David Haussler (born 1953) is an American bioinformatician known for his work leading the team that assembled the first human genome sequence in the race to complete the Human Genome Project and subsequently for comparative genome analysis that deepens understanding the molecular function and evolution of the genome.[12][13][14]
Haussler was elected a member of the National Academy of Engineering in 2018 for developments in computational learning theory and bioinformatics, including first assembly of the human genome, its analysis, and data sharing.
During summers while he was in college, Haussler worked for his brother, Mark Haussler, a biochemist at the University of Arizona studying vitamin Dmetabolism. They were the first to measure the levels of Calcitriol, the hormonal form of vitamin D, in the human bloodstream.[16] Between 1975 and 1979 he traveled and worked a variety of jobs, including a job at a petroleum refinery in Burghausen, Germany, tomato farming on Crete, and farming kiwifruit, almonds, and walnuts in Templeton, CA. While in Templeton he worked on his master's degree at nearby California Polytechnic University.[9]
Haussler was an assistant professor in Mathematics and Computer Science at the University of Denver in Colorado from 1982 to 1986. From 1986 to the present, he has been at UC Santa Cruz, initially in the Computer Science Department, and in 2004 as an inaugural member of the Biomolecular Engineering Department.[9]
Haussler's research combines mathematics, computer science, and molecular biology.[6] He develops new statistical and algorithmic methods to explore the molecular function and evolution of the human genome, integrating cross-species comparative and high-throughput genomics data to study gene structure, function, and regulation.[21][22][23][24] He is credited with pioneering the use of Hidden Markov models (HMMs), stochastic context-free grammars, and the discriminative kernel method for analyzing DNA, RNA, and protein sequences. He was the first to apply the latter methods to the genome-wide search for gene expression biomarkers in cancer, now a major effort of his laboratory.
As a collaborator on the international Human Genome Project, his team, featuring programming work by graduate student Jim Kent, computationally assembled the first draft of the human genome[25] and posted it on the Internet on July 7, 2000.[26] Following this, his team developed the UCSC Genome Browser,[27][28][29] a web-based tool that is used extensively in biomedical research and serves as the platform for several large-scale genomics projects. These include the National Human Genome Research Institute (NHGRI)'s ENCODE project to use omics methods to explore the function of every base in the human genome (for which UCSC served as the Data Coordination Center), NIH's Mammalian Gene Collection, NHGRI's 1000 genomes project to explore human genetic variation, the Human Pangenome Reference Consortium to replace the single reference human genome with a collection of genomes from around the world, and the National Cancer Institute (NCI) Cancer Genome Atlas project to explore the genomic changes in cancer.
His group's informatics work on cancer genomics, including the UCSC Cancer Genomics Browser,[30] provides a complete analysis pipeline from raw DNA reads through the detection and interpretation of mutations and altered gene expression in tumor samples. His group collaborates with researchers at medical centers nationally, including members of the Stand Up To Cancer "Dream Teams" and the Cancer Genome Atlas, to discover molecular causes of cancer and develop a new personalized, genomics-based approach to cancer treatment.[31]
He co-founded the Genome 10K Project (now superseded by the Vertebrate Genomes Project) to assemble a genomic zoo—a collection of DNA sequences representing the genomes of 10,000 vertebrate species—to capture genetic diversity as a resource for the life sciences and for worldwide conservation efforts.[33][34]
^Freund, Yoav (1993). Data filtering and distribution modeling algorithms for machine learning (PhD thesis). University of California, Santa Cruz. OCLC679396091.
^Baum, Eric B.; Haussler, David (1988-01-01). "What size net gives valid generalization?". Proceedings of the 1st International Conference on Neural Information Processing Systems. NIPS'88. Cambridge, MA, USA: MIT Press: 81–90.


» **Work required**: Print every line of the material below exactly as it stands, but omit the pictures.

» **Extracted data**:
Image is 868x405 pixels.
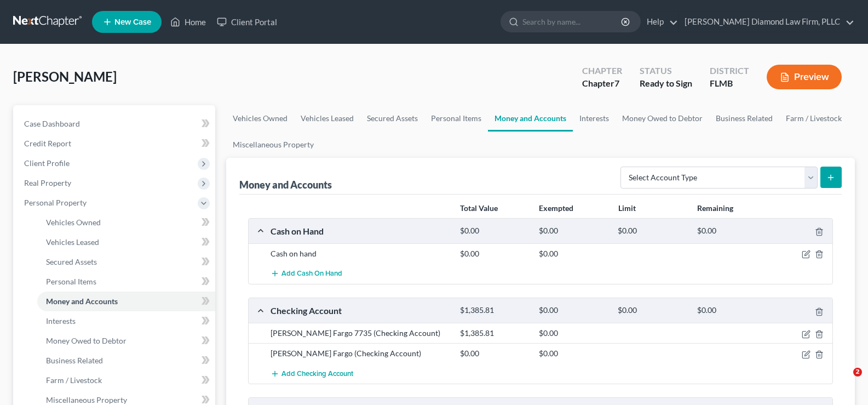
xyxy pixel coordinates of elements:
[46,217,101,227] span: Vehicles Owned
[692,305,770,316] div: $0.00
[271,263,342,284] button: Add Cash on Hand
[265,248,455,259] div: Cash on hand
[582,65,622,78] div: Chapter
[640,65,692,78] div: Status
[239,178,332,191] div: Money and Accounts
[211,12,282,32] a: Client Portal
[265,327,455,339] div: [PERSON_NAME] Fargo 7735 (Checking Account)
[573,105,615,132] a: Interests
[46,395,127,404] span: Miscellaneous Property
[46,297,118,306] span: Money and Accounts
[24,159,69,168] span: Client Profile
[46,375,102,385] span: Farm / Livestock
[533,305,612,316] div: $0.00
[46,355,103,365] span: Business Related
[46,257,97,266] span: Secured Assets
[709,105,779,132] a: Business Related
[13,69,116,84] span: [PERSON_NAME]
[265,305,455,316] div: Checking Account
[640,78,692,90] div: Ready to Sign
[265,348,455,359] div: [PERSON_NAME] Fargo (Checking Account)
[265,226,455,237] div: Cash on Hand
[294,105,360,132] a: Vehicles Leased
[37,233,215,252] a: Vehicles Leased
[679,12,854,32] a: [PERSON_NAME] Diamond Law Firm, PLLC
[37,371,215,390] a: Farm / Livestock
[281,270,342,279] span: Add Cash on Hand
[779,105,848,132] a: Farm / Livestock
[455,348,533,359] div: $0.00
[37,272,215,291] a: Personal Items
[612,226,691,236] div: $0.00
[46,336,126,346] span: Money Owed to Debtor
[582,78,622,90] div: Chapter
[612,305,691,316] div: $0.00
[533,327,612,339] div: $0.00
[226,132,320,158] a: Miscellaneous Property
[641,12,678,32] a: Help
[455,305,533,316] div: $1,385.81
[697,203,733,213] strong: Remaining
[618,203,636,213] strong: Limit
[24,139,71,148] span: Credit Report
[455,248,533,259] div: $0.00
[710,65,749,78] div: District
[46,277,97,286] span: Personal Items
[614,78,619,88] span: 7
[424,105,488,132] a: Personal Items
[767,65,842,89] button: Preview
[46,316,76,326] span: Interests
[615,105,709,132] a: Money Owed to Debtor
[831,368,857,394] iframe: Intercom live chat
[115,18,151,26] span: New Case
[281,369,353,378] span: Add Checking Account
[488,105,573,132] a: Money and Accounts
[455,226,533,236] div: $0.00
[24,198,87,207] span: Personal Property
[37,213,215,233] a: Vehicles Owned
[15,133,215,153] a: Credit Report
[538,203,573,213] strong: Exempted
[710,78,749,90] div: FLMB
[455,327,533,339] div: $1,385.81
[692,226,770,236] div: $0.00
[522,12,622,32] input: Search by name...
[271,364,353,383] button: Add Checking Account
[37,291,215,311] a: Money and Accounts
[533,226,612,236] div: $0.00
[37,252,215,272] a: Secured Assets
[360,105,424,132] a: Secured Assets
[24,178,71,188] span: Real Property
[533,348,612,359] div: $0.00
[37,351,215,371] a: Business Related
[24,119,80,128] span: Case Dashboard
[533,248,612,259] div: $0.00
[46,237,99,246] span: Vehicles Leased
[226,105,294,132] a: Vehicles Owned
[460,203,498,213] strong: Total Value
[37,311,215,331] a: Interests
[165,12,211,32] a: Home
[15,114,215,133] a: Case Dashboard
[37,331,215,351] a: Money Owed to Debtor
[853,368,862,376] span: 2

» **Output**:
Image is 868x405 pixels.
xyxy pixel coordinates of elements:
[46,217,101,227] span: Vehicles Owned
[692,305,770,316] div: $0.00
[271,263,342,284] button: Add Cash on Hand
[265,248,455,259] div: Cash on hand
[582,65,622,78] div: Chapter
[640,65,692,78] div: Status
[239,178,332,191] div: Money and Accounts
[211,12,282,32] a: Client Portal
[265,327,455,339] div: [PERSON_NAME] Fargo 7735 (Checking Account)
[573,105,615,132] a: Interests
[46,395,127,404] span: Miscellaneous Property
[46,297,118,306] span: Money and Accounts
[24,159,69,168] span: Client Profile
[46,375,102,385] span: Farm / Livestock
[533,305,612,316] div: $0.00
[46,355,103,365] span: Business Related
[46,257,97,266] span: Secured Assets
[709,105,779,132] a: Business Related
[13,69,116,84] span: [PERSON_NAME]
[265,305,455,316] div: Checking Account
[640,78,692,90] div: Ready to Sign
[265,348,455,359] div: [PERSON_NAME] Fargo (Checking Account)
[265,226,455,237] div: Cash on Hand
[294,105,360,132] a: Vehicles Leased
[37,233,215,252] a: Vehicles Leased
[679,12,854,32] a: [PERSON_NAME] Diamond Law Firm, PLLC
[37,371,215,390] a: Farm / Livestock
[281,270,342,279] span: Add Cash on Hand
[779,105,848,132] a: Farm / Livestock
[455,348,533,359] div: $0.00
[37,272,215,291] a: Personal Items
[612,226,691,236] div: $0.00
[46,336,126,346] span: Money Owed to Debtor
[582,78,622,90] div: Chapter
[612,305,691,316] div: $0.00
[533,327,612,339] div: $0.00
[226,132,320,158] a: Miscellaneous Property
[641,12,678,32] a: Help
[455,305,533,316] div: $1,385.81
[697,203,733,213] strong: Remaining
[618,203,636,213] strong: Limit
[24,139,71,148] span: Credit Report
[455,248,533,259] div: $0.00
[710,65,749,78] div: District
[46,277,97,286] span: Personal Items
[614,78,619,88] span: 7
[424,105,488,132] a: Personal Items
[767,65,842,89] button: Preview
[46,316,76,326] span: Interests
[615,105,709,132] a: Money Owed to Debtor
[831,368,857,394] iframe: Intercom live chat
[115,18,151,26] span: New Case
[281,369,353,378] span: Add Checking Account
[488,105,573,132] a: Money and Accounts
[455,226,533,236] div: $0.00
[24,198,87,207] span: Personal Property
[37,213,215,233] a: Vehicles Owned
[15,133,215,153] a: Credit Report
[538,203,573,213] strong: Exempted
[710,78,749,90] div: FLMB
[455,327,533,339] div: $1,385.81
[692,226,770,236] div: $0.00
[522,12,622,32] input: Search by name...
[271,364,353,383] button: Add Checking Account
[37,291,215,311] a: Money and Accounts
[533,226,612,236] div: $0.00
[37,252,215,272] a: Secured Assets
[360,105,424,132] a: Secured Assets
[24,178,71,188] span: Real Property
[533,348,612,359] div: $0.00
[37,351,215,371] a: Business Related
[24,119,80,128] span: Case Dashboard
[533,248,612,259] div: $0.00
[46,237,99,246] span: Vehicles Leased
[226,105,294,132] a: Vehicles Owned
[460,203,498,213] strong: Total Value
[37,311,215,331] a: Interests
[165,12,211,32] a: Home
[15,114,215,133] a: Case Dashboard
[37,331,215,351] a: Money Owed to Debtor
[853,368,862,376] span: 2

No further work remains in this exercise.